Wednesday, November 23, 2016

Trump is a MINORITY President - Don't Let ANYONE Forget It!


http://www.smirkingchimp.com/thread/george-lakoff/69991/a-minority-president-trump-why-the-polls-failed-and-what-the-majority-can-do

A Minority President Trump: Why the Polls Failed and What the Majority Can Do
by George Lakoff | November 23, 2016

1: The American Majority

Hillary Clinton won the majority of votes in this year's presidential election. More than TWO MILLION of them!

The loser, for the majority of voters, will now be a minority president-elect. Don't let anyone forget it. Keep referring to Trump as the minority president, Mr. Minority and the overall Loser. Constant repetition, with discussion in the media and over social media, questions the legitimacy of the minority president to ignore the values of the majority. The majority, at the very least, needs to keep its values in the public eye and view the minority president's action through majority American values.

The polls failed and the nation needs to know why. The pollsters and pundits have not given a satisfactory answer.

I will argue that the nature of mind is not a mere technical issue for the cognitive and brain sciences, but that it had everything to do with the outcome of the 2016 election — and the failure of the pollsters, the media, and Democrats to predict it. They were not alone. The public needs to understand better how the human mind works in general — but especially in politics. There is a lot to know. Let us go step by step.

2: The Mind

I am a cognitive scientist. I study the human mind. Our minds are neural minds. The mind is physical, constituted by the neural circuitry of our brains and bodies. Most thought is unconscious, since we don't have conscious access to our neural circuitry. Conscious thought is a small part of thought — estimates by neuroscientists vary between a general "most" to as much as 98%, with consciousness as the tip of the mental iceberg. We do know that people tend to make decisions unconsciously before becoming consciously aware of them. How the neural unconscious functions in decision-making is vitally important for politics.

3. Worldviews and Worldview Differences

Our fixed worldviews are made up of complex ideas carried our by relatively fixed neural circuitry. Our worldviews determine how we think the world operates, as well as how we think it should operate. In short, our worldviews are constituted by neural circuitry for what we understand as normal, and what we take as right and wrong.

There are, of course, radical differences in worldview, and we see those differences in politics, religion, culture, and so on.

Here is the crucial fact about worldview differences: We can only understand what our brain circuitry allows us to understand. If facts don't fit the worldviews in our brains, the facts may not even be noticed — or they may be puzzling, or ignored, or rejected outright, or if threatening, attacked. All of these happen in politics. A global warming denier does not say, "I am denying science." The facts just don't fit his worldview and don't make sense to him or her. In short, the neural system characterizing a dominant fixed worldview will act as a Neural Filter, letting in only what fits.

Consider some all too real examples.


* [Exercise requirements] Select every line containing the word "Category" from the material, and copy those lines.

***

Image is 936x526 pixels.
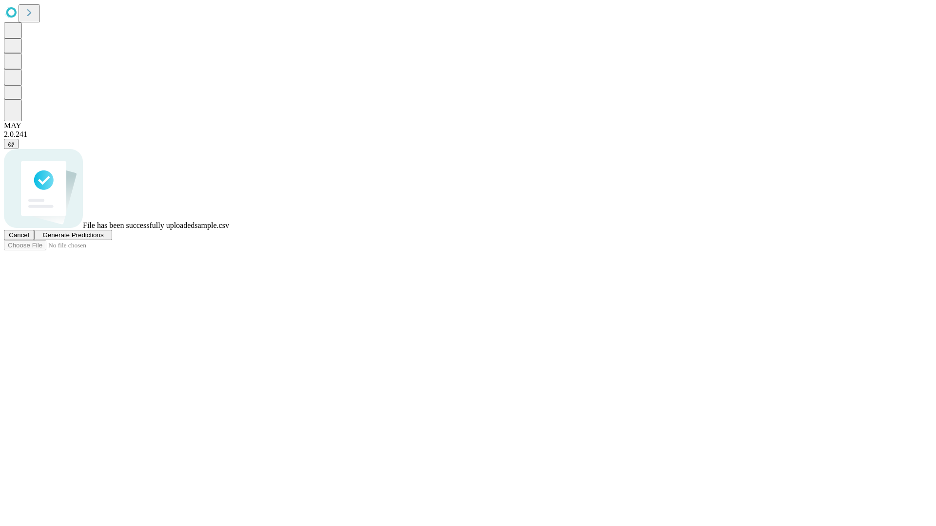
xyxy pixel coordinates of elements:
span: sample.csv [194,221,229,230]
div: 2.0.241 [4,130,932,139]
span: Generate Predictions [42,232,103,239]
button: Cancel [4,230,34,240]
div: MAY [4,121,932,130]
span: @ [8,140,15,148]
span: Cancel [9,232,29,239]
button: Generate Predictions [34,230,112,240]
button: @ [4,139,19,149]
span: File has been successfully uploaded [83,221,194,230]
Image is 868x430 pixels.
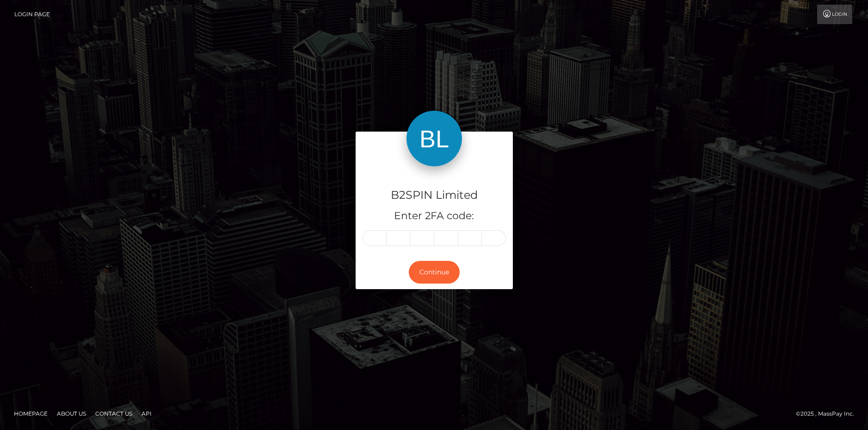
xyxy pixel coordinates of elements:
[53,406,89,420] a: About Us
[407,111,462,167] img: B2SPIN Limited
[363,187,506,204] h4: B2SPIN Limited
[796,409,861,419] div: © 2025 , MassPay Inc.
[92,406,136,420] a: Contact Us
[818,4,852,24] a: Login
[10,406,51,420] a: Homepage
[14,4,50,24] a: Login Page
[363,209,506,224] h5: Enter 2FA code:
[409,261,460,283] button: Continue
[138,406,155,420] a: API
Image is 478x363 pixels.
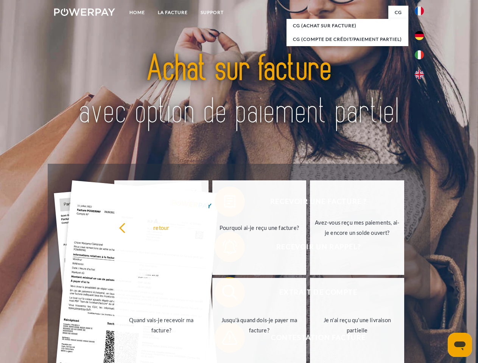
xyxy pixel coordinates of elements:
[217,222,302,233] div: Pourquoi ai-je reçu une facture?
[314,315,399,335] div: Je n'ai reçu qu'une livraison partielle
[414,6,424,16] img: fr
[119,222,204,233] div: retour
[414,70,424,79] img: en
[314,217,399,238] div: Avez-vous reçu mes paiements, ai-je encore un solde ouvert?
[54,8,115,16] img: logo-powerpay-white.svg
[217,315,302,335] div: Jusqu'à quand dois-je payer ma facture?
[123,6,151,19] a: Home
[286,19,408,33] a: CG (achat sur facture)
[447,333,472,357] iframe: Bouton de lancement de la fenêtre de messagerie
[151,6,194,19] a: LA FACTURE
[194,6,230,19] a: Support
[414,31,424,40] img: de
[414,50,424,59] img: it
[119,315,204,335] div: Quand vais-je recevoir ma facture?
[72,36,405,145] img: title-powerpay_fr.svg
[310,180,404,275] a: Avez-vous reçu mes paiements, ai-je encore un solde ouvert?
[286,33,408,46] a: CG (Compte de crédit/paiement partiel)
[388,6,408,19] a: CG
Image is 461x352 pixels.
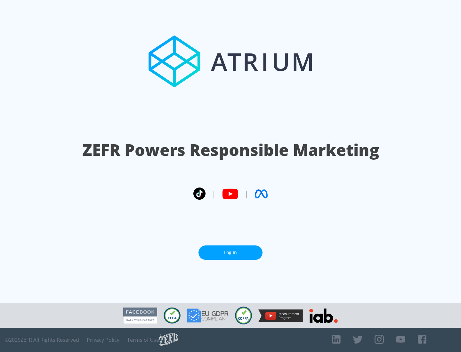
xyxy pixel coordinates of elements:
h1: ZEFR Powers Responsible Marketing [82,139,379,161]
span: | [245,189,249,199]
span: © 2025 ZEFR All Rights Reserved [5,337,79,343]
img: Facebook Marketing Partner [123,308,157,324]
a: Log In [199,246,263,260]
img: GDPR Compliant [187,309,229,323]
img: CCPA Compliant [164,308,181,324]
img: COPPA Compliant [235,307,252,325]
a: Terms of Use [127,337,159,343]
span: | [212,189,216,199]
a: Privacy Policy [87,337,119,343]
img: IAB [309,309,338,323]
img: YouTube Measurement Program [259,310,303,322]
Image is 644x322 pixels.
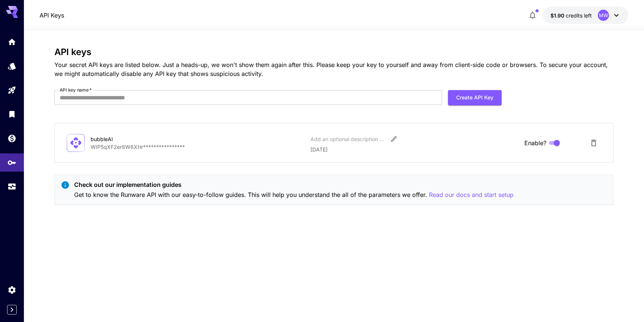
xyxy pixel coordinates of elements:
[40,11,64,20] a: API Keys
[387,132,401,146] button: Edit
[429,190,513,199] button: Read our docs and start setup
[543,7,628,24] button: $1.9006MW
[74,180,513,189] p: Check out our implementation guides
[566,12,592,18] span: credits left
[524,138,547,148] span: Enable?
[7,37,16,46] div: Home
[586,135,601,150] button: Delete API Key
[74,190,513,199] p: Get to know the Runware API with our easy-to-follow guides. This will help you understand the all...
[310,135,385,143] div: Add an optional description or comment
[7,86,16,95] div: Playground
[55,61,613,78] p: Your secret API keys are listed below. Just a heads-up, we won't show them again after this. Plea...
[7,133,16,143] div: Wallet
[551,12,592,19] div: $1.9006
[7,182,16,191] div: Usage
[55,47,613,57] h3: API keys
[91,135,165,143] div: bubbleAI
[7,110,16,118] div: Library
[7,158,16,167] div: API Keys
[551,12,566,18] span: $1.90
[40,11,64,20] nav: breadcrumb
[448,90,502,106] button: Create API Key
[310,146,519,153] p: [DATE]
[7,285,16,295] div: Settings
[59,86,92,93] label: API key name
[7,305,17,315] button: Expand sidebar
[7,61,16,71] div: Models
[598,10,609,21] div: MW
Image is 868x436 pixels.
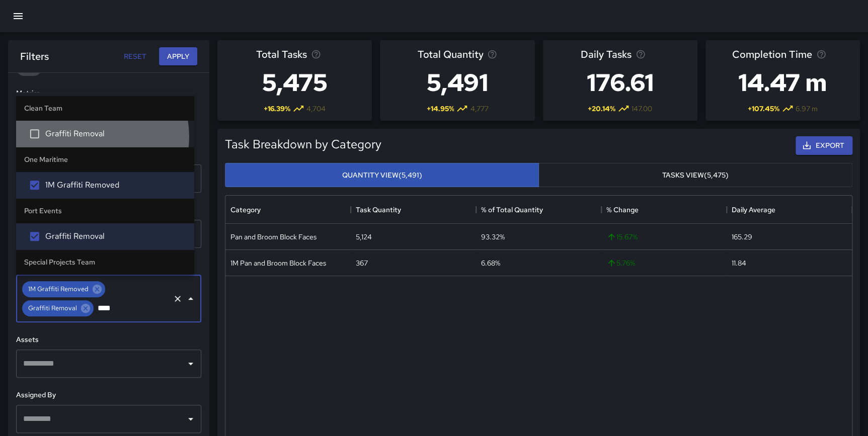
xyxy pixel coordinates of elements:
[631,103,652,113] span: 147.00
[606,196,638,223] div: % Change
[606,258,635,268] span: 5.76 %
[22,300,94,316] div: Graffiti Removal
[16,250,194,274] li: Special Projects Team
[184,291,198,306] button: Close
[16,96,194,120] li: Clean Team
[795,103,818,113] span: 6.97 m
[580,46,631,62] span: Daily Tasks
[230,258,326,268] div: 1M Pan and Broom Block Faces
[16,147,194,171] li: One Maritime
[22,283,94,295] span: 1M Graffiti Removed
[588,103,615,113] span: + 20.14 %
[230,196,260,223] div: Category
[46,128,186,140] span: Graffiti Removal
[16,334,201,346] h6: Assets
[481,258,500,268] div: 6.68%
[481,232,504,242] div: 93.32%
[417,46,483,62] span: Total Quantity
[22,302,83,314] span: Graffiti Removal
[119,48,151,66] button: Reset
[481,196,543,223] div: % of Total Quantity
[256,46,307,62] span: Total Tasks
[16,88,201,99] h6: Metrics
[226,196,351,223] div: Category
[311,50,321,59] svg: Total number of tasks in the selected period, compared to the previous period.
[184,357,198,371] button: Open
[732,62,833,103] h3: 14.47 m
[351,196,476,223] div: Task Quantity
[171,291,185,306] button: Clear
[732,46,812,62] span: Completion Time
[731,232,752,242] div: 165.29
[417,62,497,103] h3: 5,491
[602,196,727,223] div: % Change
[16,198,194,223] li: Port Events
[731,196,776,223] div: Daily Average
[748,103,780,113] span: + 107.45 %
[184,412,198,426] button: Open
[307,103,326,113] span: 4,704
[264,103,290,113] span: + 16.39 %
[476,196,602,223] div: % of Total Quantity
[470,103,488,113] span: 4,777
[159,48,197,66] button: Apply
[256,62,334,103] h3: 5,475
[795,137,852,155] button: Export
[538,163,852,187] button: Tasks View(5,475)
[816,50,826,59] svg: Average time taken to complete tasks in the selected period, compared to the previous period.
[487,50,497,59] svg: Total task quantity in the selected period, compared to the previous period.
[225,163,539,187] button: Quantity View(5,491)
[355,196,401,223] div: Task Quantity
[20,48,49,65] h6: Filters
[580,62,659,103] h3: 176.61
[46,230,186,242] span: Graffiti Removal
[225,137,381,152] h5: Task Breakdown by Category
[426,103,454,113] span: + 14.95 %
[22,281,105,297] div: 1M Graffiti Removed
[355,258,368,268] div: 367
[727,196,852,223] div: Daily Average
[355,232,372,242] div: 5,124
[731,258,746,268] div: 11.84
[46,179,186,191] span: 1M Graffiti Removed
[16,390,201,401] h6: Assigned By
[230,232,317,242] div: Pan and Broom Block Faces
[606,232,638,242] span: 15.67 %
[636,50,646,59] svg: Average number of tasks per day in the selected period, compared to the previous period.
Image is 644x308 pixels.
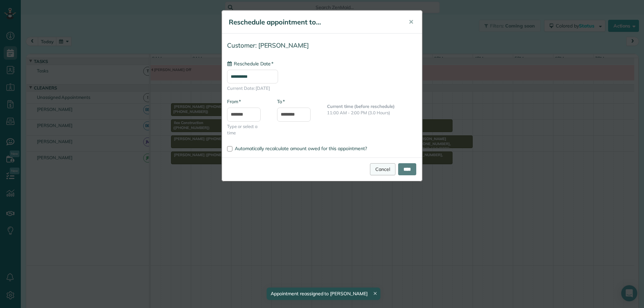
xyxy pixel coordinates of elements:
div: Appointment reassigned to [PERSON_NAME] [267,288,380,300]
label: From [227,98,241,105]
h4: Customer: [PERSON_NAME] [227,42,417,49]
a: Cancel [370,163,395,175]
span: Type or select a time [227,124,267,136]
p: 11:00 AM - 2:00 PM (3.0 Hours) [327,110,417,116]
span: Automatically recalculate amount owed for this appointment? [235,145,367,151]
span: ✕ [408,18,414,26]
label: Reschedule Date [227,60,273,67]
b: Current time (before reschedule) [327,104,395,109]
label: To [277,98,285,105]
span: Current Date: [DATE] [227,85,417,91]
h5: Reschedule appointment to... [229,17,399,27]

***

* [Finished task]
[230,196,260,223] div: Category
[226,196,351,223] div: Category
[225,137,381,152] h5: Task Breakdown by Category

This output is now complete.